What do you know about using milk as a fertilizer, specifically on tomato plants? My neighbor insists that milk is a good fertilizer. He pours it around the base of his excellent tomatoes.
Horticulturally speaking, the amino acids, proteins, enzymes, and sugars in milk are the same ingredients that feed healthy communities of microbes, fungi, and beneficial bacteria in garden soil, once composted – as do composted fruits, vegetables, plant waste, manure, wood chips. How much good will milk by itself do? Relative in volume to organic fertilizer, milk is super expensive and, when decomposed, very low in necessary nutrients such as nitrogen. It lives on only in folk myth.
We saw a beautiful small tree that has delicate flowers with a heavenly scent. Best of all, it blooms in September, which greatly appeals to our garden’s needs. It also has exfoliating bark, like that of the crape myrtle, and shiny, slender, dark green leaves. Can you identify it from this photo?
This little gem is called a seven sons tree (Zones 5-9). It needs full sun. The name comes from its profuse but delicate white flowers in groups of seven, inside a whorl. The Latin name is Heptacodium miconioides, and it grows to a height of 10 to 15 feet tall, with a canopy spread of 10 feet.
I may have gotten a little rash on my hands and arms from trying to reduce the size of a giant fleece flower that we planted this past May. The problem is not the rash so much as the size of the thing. Don’t get me wrong – this fleece flower is stunning – a great white whale of a focal point. All eyes gravitate to it immediately. But will I survive?
Of course you will, just wear gloves. Fleece flower (Persicaria polymorpha) is hard to keep small. It stars in a garden like a shrub, getting taller and taller as it blooms all summer long. But it is actually an herbaceous perennial that dies back completely to the ground by the end of autumn. Next year, starting from nothing, it will again rise up and reign triumphant. It is not invasive, just big and a fast grower.
When should I plant the bulbs for foxtail lilies?
Now – in August. These phallic-shaped, stunning seven-foot wonders come in myriad lovely colors, but the Problem Lady prefers white. Naturally they will dominate, and are best at the back of a bed, yet in full sun and with excellent drainage.
The next public meeting of the Capitol Hill Garden Club occurs Sept. 12 at the Northeast Public Library, corner of Maryland Avenue and Seventh Street NE. Meetings start at 7 p.m. and are free and open to all. Membership details: capitolhillgardenclub.org.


Task instructions> Would you count the lines below that contain the string "input" and reply with that number only?

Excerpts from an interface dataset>
####################
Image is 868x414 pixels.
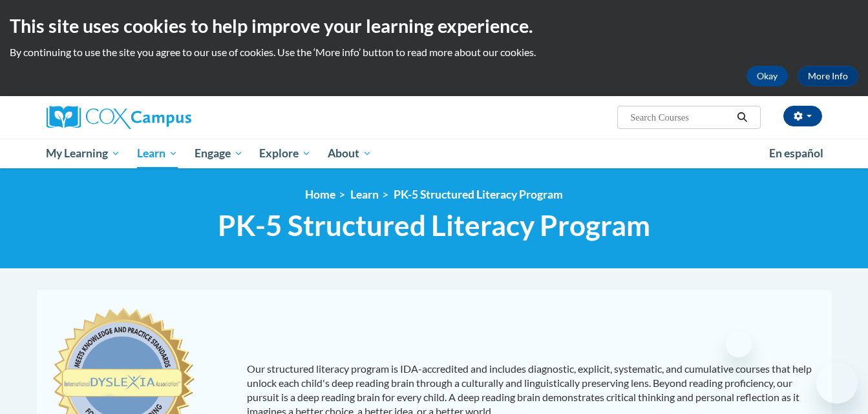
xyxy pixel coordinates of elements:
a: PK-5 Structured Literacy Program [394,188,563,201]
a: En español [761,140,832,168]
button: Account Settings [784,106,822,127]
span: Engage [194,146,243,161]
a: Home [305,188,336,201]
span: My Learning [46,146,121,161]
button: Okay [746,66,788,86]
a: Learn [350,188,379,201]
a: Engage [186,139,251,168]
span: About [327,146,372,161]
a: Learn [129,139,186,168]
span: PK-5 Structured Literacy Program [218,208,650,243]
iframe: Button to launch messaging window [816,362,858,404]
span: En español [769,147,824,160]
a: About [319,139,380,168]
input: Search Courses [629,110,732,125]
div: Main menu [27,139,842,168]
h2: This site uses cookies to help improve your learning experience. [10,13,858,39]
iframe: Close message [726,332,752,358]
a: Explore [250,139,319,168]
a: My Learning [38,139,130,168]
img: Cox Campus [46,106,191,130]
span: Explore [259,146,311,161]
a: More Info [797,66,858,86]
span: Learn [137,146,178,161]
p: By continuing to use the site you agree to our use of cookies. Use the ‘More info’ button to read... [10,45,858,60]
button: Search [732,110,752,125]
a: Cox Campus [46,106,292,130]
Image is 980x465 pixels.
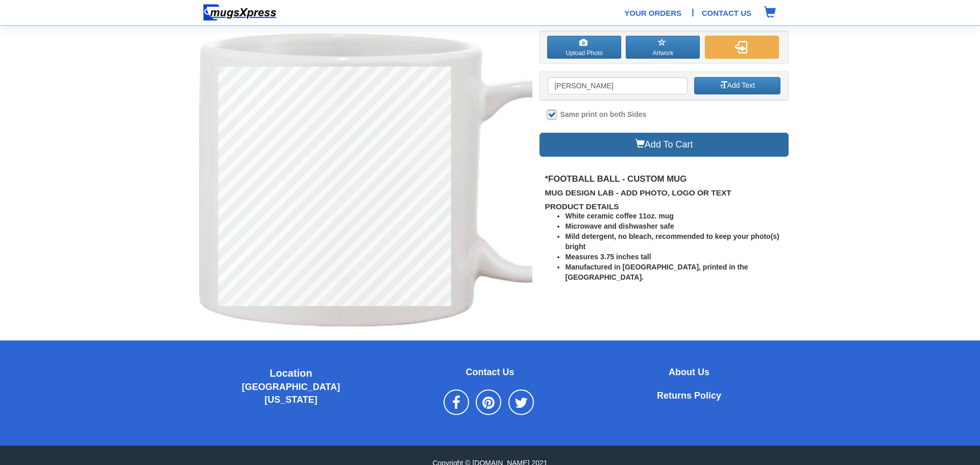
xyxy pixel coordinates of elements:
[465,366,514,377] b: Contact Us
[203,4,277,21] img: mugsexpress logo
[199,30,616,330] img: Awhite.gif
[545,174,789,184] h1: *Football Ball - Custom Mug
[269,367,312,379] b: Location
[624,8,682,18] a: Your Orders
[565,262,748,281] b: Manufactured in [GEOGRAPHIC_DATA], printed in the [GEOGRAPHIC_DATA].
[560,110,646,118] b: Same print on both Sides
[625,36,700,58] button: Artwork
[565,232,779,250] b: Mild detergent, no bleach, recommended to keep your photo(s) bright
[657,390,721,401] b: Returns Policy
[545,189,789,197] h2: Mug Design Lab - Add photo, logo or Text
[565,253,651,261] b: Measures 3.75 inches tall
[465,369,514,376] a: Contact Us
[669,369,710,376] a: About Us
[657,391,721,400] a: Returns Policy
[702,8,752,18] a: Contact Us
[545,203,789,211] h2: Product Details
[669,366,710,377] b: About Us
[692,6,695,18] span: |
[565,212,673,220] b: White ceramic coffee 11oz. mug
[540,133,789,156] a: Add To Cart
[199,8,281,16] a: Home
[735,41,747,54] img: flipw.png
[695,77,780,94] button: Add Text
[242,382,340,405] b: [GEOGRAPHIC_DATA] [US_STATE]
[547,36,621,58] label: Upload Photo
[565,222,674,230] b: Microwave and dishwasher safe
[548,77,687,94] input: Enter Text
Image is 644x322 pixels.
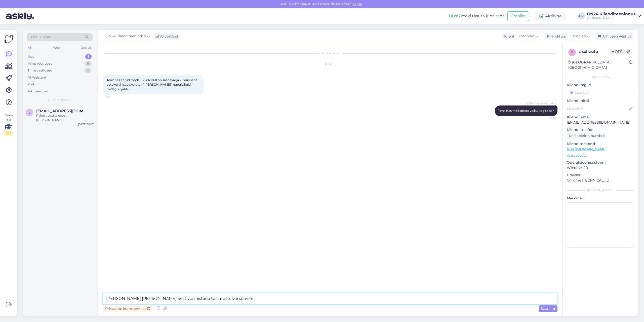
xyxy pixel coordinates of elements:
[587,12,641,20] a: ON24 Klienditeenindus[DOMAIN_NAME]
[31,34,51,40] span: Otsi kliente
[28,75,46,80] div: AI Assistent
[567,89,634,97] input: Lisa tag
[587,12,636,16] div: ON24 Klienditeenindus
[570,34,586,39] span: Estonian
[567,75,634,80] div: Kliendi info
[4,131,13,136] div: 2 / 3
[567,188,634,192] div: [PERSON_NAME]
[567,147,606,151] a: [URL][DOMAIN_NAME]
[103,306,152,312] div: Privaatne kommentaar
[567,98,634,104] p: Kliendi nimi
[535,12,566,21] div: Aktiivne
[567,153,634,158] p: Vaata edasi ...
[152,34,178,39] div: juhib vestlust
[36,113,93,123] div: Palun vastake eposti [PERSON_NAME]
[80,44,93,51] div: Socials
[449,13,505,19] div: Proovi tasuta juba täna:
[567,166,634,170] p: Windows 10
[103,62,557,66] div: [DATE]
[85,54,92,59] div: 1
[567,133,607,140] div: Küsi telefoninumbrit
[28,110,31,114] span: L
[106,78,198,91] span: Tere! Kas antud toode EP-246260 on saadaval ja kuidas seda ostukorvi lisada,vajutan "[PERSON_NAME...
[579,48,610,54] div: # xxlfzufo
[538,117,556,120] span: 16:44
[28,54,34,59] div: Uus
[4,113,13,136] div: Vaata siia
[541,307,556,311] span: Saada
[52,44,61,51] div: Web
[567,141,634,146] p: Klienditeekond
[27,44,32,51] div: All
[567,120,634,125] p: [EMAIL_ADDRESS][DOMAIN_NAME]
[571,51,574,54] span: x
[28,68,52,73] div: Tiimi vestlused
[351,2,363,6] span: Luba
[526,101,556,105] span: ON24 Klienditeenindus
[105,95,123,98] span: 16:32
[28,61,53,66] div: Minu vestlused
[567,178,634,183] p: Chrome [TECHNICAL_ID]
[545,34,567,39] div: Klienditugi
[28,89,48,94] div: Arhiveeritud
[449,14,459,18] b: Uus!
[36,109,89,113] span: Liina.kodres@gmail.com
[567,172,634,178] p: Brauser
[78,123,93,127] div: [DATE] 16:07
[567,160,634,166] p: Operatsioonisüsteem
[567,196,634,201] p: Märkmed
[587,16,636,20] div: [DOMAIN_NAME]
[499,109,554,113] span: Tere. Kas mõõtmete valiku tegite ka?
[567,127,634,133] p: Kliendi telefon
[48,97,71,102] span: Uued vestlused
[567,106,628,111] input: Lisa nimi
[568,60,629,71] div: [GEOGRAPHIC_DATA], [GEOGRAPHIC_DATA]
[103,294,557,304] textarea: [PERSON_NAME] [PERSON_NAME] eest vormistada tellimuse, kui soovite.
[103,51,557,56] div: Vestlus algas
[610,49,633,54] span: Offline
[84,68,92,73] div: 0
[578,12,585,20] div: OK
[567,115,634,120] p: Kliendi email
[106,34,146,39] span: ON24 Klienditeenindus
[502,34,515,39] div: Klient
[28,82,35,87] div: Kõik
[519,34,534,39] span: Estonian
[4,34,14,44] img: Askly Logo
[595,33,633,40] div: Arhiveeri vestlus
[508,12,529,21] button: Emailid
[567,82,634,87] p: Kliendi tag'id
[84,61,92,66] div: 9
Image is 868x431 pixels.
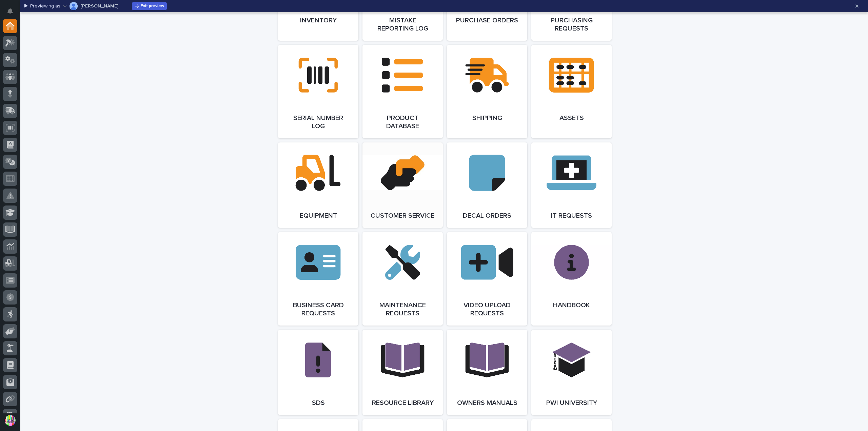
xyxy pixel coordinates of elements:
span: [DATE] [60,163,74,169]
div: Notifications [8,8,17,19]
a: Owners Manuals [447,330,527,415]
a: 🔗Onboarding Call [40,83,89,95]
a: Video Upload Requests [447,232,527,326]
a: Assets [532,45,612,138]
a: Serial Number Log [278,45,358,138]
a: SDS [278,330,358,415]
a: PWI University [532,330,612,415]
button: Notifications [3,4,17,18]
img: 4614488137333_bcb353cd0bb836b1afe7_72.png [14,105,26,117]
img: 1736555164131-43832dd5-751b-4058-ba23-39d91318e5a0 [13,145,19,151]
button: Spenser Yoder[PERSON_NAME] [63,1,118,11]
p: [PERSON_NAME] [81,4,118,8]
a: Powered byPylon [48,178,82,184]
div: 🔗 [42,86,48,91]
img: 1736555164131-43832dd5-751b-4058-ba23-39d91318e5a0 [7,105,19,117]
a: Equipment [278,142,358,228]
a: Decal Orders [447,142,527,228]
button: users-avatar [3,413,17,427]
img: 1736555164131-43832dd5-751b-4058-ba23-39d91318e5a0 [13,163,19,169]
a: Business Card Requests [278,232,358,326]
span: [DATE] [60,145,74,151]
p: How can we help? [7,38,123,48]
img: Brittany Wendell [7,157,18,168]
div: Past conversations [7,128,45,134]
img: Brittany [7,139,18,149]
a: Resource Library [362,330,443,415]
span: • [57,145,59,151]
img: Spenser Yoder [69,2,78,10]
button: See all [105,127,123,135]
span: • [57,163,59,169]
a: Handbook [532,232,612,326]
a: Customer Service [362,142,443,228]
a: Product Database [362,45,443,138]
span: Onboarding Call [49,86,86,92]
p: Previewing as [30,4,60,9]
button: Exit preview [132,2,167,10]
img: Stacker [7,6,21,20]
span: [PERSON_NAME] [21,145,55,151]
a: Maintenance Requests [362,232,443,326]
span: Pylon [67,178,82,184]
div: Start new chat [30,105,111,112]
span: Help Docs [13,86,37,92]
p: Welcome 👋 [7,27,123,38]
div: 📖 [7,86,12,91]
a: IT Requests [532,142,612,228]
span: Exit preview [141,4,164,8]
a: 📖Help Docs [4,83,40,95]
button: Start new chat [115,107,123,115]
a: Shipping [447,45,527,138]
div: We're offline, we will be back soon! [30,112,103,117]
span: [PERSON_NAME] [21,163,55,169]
####################
Answer for this exercise> 4